## Problem
Write the records out exactly, so that no picture remains in the copy.

(Collection entries)

★ ★ ★

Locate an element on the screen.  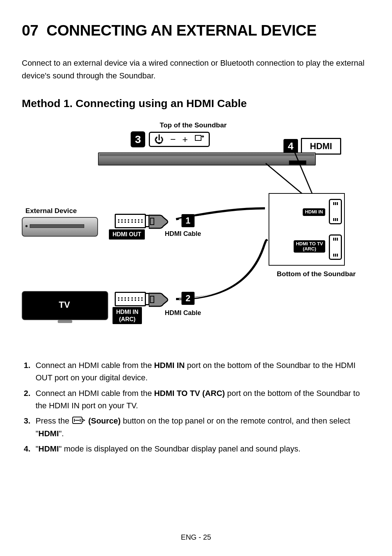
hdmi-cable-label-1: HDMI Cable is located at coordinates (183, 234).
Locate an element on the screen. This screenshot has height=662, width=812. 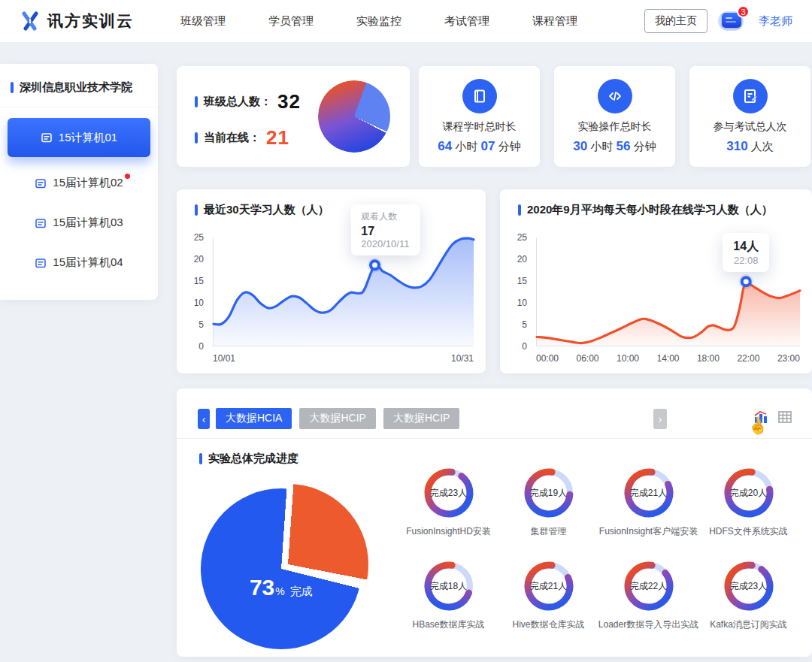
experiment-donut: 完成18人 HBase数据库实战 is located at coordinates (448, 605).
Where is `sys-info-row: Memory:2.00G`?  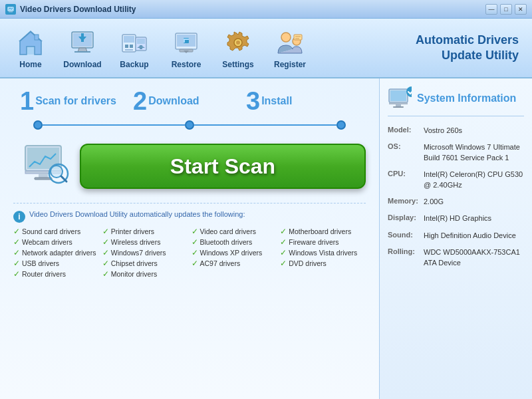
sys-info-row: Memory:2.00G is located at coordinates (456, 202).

★ ★ ★

## Result of the exercise
Locate an element on the screen.  
hdmi-cable-label-1: HDMI Cable is located at coordinates (183, 234).
Locate an element on the screen. This screenshot has height=662, width=812. 
experiment-donut: 完成18人 HBase数据库实战 is located at coordinates (448, 605).
Where is `sys-info-row: Memory:2.00G`?  
sys-info-row: Memory:2.00G is located at coordinates (456, 202).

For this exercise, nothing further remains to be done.